There is hope in recognizing that God did not act only in history one time: during Jesus’ time on earth. Instead, God is active in all time. God cared enough about the Israelites to provide salvation to them in their time. God gave a sign to Ahaz (and the people of Israel) showing that the siege would end in the very near future. By the time a child not yet conceived was old enough to know right from wrong, the kings attacking them would have fallen and they would have recovered from the current siege to the extent that the child would be eating honey and curds (Isaiah 7:14-16). Isaiah 9 and 11 speak to deliverance through the coming of a king who would bring justice, a king who would do what “was right in the eyes of the Lord, just as his father David had done.” A king would come of whom it would be said: “there was no one like him among all the kings of Judah, either before him or after him. He held fast to the Lord and did not stop following him.” This king was Hezekiah, the son of Ahaz, as described in 2 Kings 18:3-6.
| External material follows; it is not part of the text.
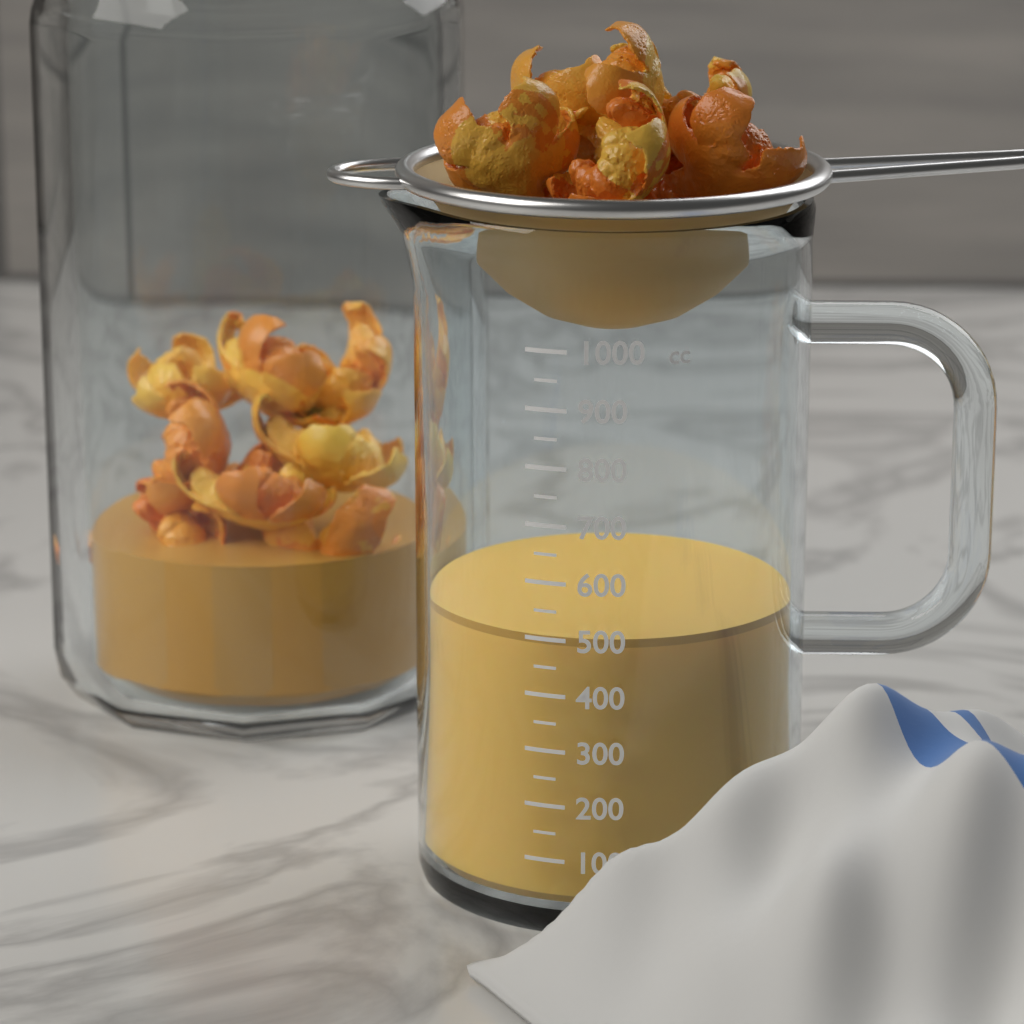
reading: 500 cc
Yet, just as the text gives hope for the immediate future of the people, it also provides hope for our future. Because as much as the text was immediately fulfilled in Isaiah’s time and was more fully fulfilled with Jesus’ birth (Matthew 1:22-23), it has not yet been fully fulfilled. The justice and righteousness spoken about in Isaiah 9:7 and Isaiah 11:2-5 were not fully established with Jesus’ coming. Nor is the peaceful kingdom presented in Isaiah 11:6-9 a current reality. Recognizing the many layers of fulfillment in the text allows me to be honest about how they have not fully been fulfilled. And so we can read these texts with longing and hope. We can honestly lament that, even though Jesus came at Christmas, the world is still so much not the way it ought to be. The injustices that Isaiah speaks about, such as prioritizing profit over the well-being of others (especially the marginalized) have re-surfaced in new ways today, such as the Flint water crisis, sweatshops, and extreme weather because of climate change.
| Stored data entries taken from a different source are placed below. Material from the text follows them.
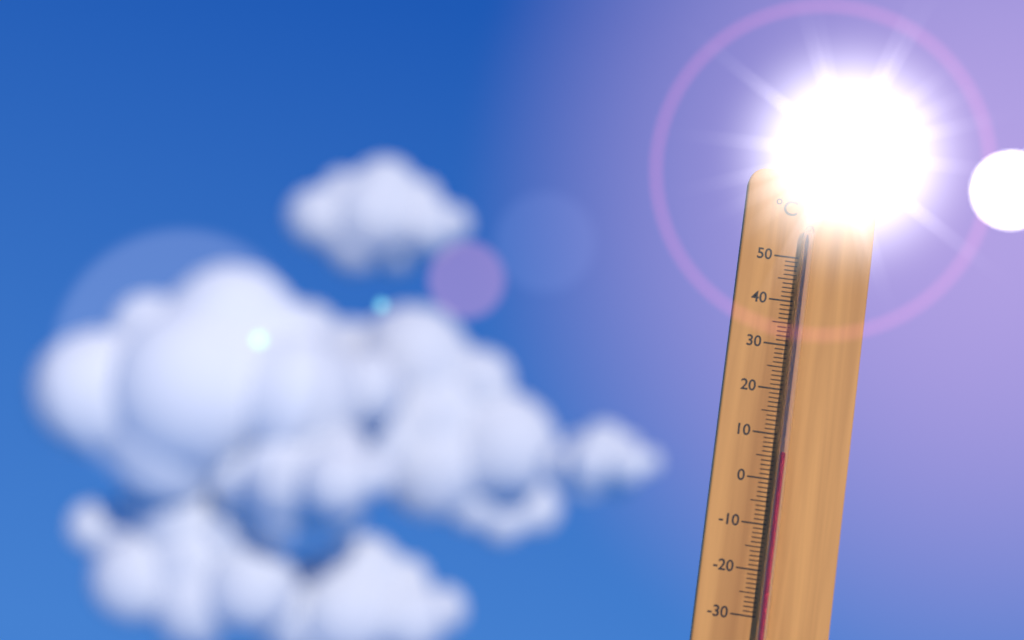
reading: 6 °C
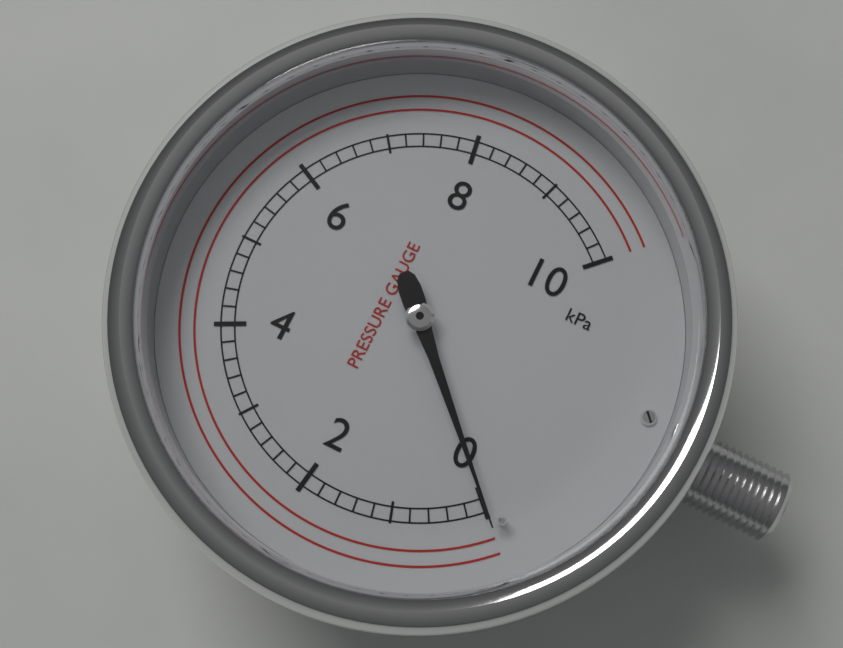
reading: 0.0 kPa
These texts give me space to lament the suffering and injustices of the world. Yet, they also allow me to rejoice in the significance and wonder of Jesus’ birth while longing for Christ to come again and fully bring about the justice that first was established in Hezekiah and more fully in Jesus. And these texts reassure me that my hope in Christ coming back to bring justice is not in vain. Because certainly a God who has been faithful in assuring that the words of these texts came true in the near future and the some day, this God can and will fulfill the words in a future that is still before us.

December report from the Pastor

This past semester, my prayer has been that God would lead to Campus Edge those for whom it would be a blessing and who would be a blessing to Campus Edge. As a ministry that serves a transient population, numbers tend to be a concern for us. This has been especially true this last year as several people were active in Campus Edge for a shorter time period or left earlier than expected. Yet, God has been gracious, and we’ve been blessed by new people who strongly desire to understand faith better. Join us in giving thanks for these new people and pray with me that they might experience Campus Edge as a welcoming community and might know God’s grace. Please also pray for those who are nearing the end of their programs: that they might continue to stay motivated and that they might be hopeful during the challenging experience of job searching.

We’ve spent significant time in our studies looking at biblical texts that encourage and challenge us in our living faithfully for God: the book of Isaiah and the texts for the chapel services witness to God’s concern for the natural world and justice. The books of Daniel and Acts encourage us as we engage with the culture around us and remind us of how the Spirit works in and through people like us. To hear more about our studies and other events Campus Edge, I encourage you to read the rest of this blog.